By August 16, 2022Article

Founding his company to dramatically improve the analytics solutions available to Direct-to-Consumer and other e-commerce companies, CEO Brian Eberman and his team provide companies with the forecasts, insights, and operating data they need to run their growing business across multiple sales and advertising channels.

With 13 patents in Speech Technology, Internet Search, and Robotics along with a Ph.D., M.S., and Bachelor’s Degrees from MIT, Brian has a deep understanding of AI, Robotics and how data analytic focused companies can improve their processes.

M.R. Rangaswami: The Direct To Consumer market has hit a few headwinds lately.  What are some of the more recent challenges you are seeing in the category and how are companies adjusting?
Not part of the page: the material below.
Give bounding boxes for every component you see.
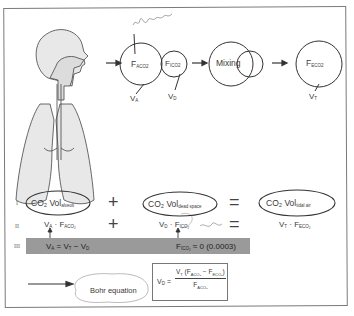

Brian Eberman: These are definitely interesting times for direct to consumer (DTC) brands and e-commerce brands overall.  In speaking to our customers the following seems to be the most common challenges they are trying to resolve:

Supply chain is still a problem

The pandemic caused major disruptions to the supply chain. And as brands started to get products back in stock the growth of e-commerce slowed so many now have an inventory overhang.  Inflation and gas prices also skyrocketed adding to delivery costs and holding costs. Even the price of CO2 for beer is up 20%.

E-commerce growth is still up, but slowing. 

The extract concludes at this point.